Right-wing conspiracy alert: Google is working for Obama
A conservative nightmare: Every time you use Gmail, you're helping the left consolidate power
Topics: Google, Microsoft, Privacy, Obama, Scroogled, Mark Penn, RedState, Editor's Picks, Technology News, Business News, Politics News
Google chairman Eric Schmidt; President Barack Obama (Credit: Guillaume Paumier/Wikimedia Commons/AP/Carolyn Kaster)The right wing has its own news network and its own version of Wikipedia. Is a conservative search engine the next natural step?
That’s the only logical conclusion one can draw from a very worried post at RedState warning that Google may be operating as a “private intelligence agency” for the Democratic Party.
I stress the word “may” here because author Ben Howe doesn’t include any, you know, evidence in his article demonstrating that Google is Obama’s secret weapon, but still, it’s pretty scary! — “Every time you use Google or Gmail you could be contributing just a little bit more of your behavioral data to the left.”
Howe’s working assumption is that the 2012 Obama campaign’s well-known superiority on the technological front could and should be linked to Google’s well-known leftist sympathies. (Joe Biden did a Google+ “hangout” on gun control! The company supports “net neutrality” — which everyone knows is just a whisker away from state seizure of the means of online production). From there it’s just a hop, skip and jump to Google reading your email and reporting its contents to the commissars in the White House.
Remember that enormous, sophisticated data operation the Obama campaign had? The one that gave them massive daily data on public opinion trends in almost every segment of potential voters.
It’s almost as if Democrats had access to some sort of huge database of real time information about what the public was reading or writing online. The kind of breathtakingly large, real-time data that could be used for real-time trend analysis, predictive modeling and even behavioral manipulation.
Imagine how much more could be learned if Google’s computer algorithms combined not only search data but also all of the data they get by reading everything written in or sent to Gmail and whatever you store on Google docs and Google Drive. Then imagine what Democratic voter data groups like Catalist (which launched as a for-profit operation, allowing it much more latitude in working with outside groups….or companies) could do with that data.
With a few tweaks to their algorithms Google could easily have near perfect insights into the voting behaviors and patterns of the U.S. population at large down to specific precincts, neighborhoods or even households.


§ TASK TO CARRY OUT
In the data that follows, count each line with the string "figure"; the reply is the number only.

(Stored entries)

##############################

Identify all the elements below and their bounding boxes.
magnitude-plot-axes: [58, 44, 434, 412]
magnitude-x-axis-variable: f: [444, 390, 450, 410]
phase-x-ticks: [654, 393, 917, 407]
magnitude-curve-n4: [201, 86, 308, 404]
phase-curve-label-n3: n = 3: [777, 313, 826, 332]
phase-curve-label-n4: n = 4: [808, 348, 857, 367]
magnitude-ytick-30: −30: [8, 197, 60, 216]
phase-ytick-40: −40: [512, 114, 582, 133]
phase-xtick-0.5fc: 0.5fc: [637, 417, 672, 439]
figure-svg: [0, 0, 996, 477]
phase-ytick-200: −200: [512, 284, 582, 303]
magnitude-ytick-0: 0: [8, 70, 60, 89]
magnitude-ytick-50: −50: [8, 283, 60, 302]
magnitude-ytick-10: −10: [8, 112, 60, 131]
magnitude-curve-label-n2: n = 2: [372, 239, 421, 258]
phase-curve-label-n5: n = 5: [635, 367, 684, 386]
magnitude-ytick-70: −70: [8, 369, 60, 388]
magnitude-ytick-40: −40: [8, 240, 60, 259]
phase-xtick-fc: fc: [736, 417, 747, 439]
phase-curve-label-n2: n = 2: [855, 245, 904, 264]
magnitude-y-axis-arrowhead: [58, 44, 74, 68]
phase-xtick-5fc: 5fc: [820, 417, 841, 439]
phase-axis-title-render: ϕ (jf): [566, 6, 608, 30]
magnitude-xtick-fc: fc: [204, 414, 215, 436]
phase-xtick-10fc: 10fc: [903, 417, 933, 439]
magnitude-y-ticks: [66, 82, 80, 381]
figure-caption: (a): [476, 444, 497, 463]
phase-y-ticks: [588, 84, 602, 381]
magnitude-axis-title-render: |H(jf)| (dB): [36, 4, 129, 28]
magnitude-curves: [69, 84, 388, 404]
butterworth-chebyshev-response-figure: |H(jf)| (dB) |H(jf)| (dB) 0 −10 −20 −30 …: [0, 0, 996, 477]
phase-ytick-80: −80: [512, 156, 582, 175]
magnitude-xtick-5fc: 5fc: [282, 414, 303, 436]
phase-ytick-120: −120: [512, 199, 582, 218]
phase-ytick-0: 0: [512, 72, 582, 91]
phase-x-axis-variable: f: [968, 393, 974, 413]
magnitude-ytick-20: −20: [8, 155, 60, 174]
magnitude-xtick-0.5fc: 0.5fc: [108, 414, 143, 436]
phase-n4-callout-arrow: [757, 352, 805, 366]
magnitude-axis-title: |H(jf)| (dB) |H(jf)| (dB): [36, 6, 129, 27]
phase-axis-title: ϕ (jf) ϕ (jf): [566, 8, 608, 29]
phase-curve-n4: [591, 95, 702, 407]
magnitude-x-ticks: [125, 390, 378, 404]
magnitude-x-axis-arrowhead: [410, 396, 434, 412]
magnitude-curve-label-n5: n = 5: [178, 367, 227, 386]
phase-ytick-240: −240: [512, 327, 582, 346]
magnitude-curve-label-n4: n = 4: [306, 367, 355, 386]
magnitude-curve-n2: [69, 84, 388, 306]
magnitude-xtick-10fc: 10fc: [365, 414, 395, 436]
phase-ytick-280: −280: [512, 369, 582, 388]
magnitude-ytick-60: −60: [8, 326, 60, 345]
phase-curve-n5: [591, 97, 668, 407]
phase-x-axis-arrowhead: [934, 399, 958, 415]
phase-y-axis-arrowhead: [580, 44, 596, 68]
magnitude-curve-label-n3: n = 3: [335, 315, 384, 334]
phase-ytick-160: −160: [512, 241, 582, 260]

##############################

§ WRITTEN ANSWER
3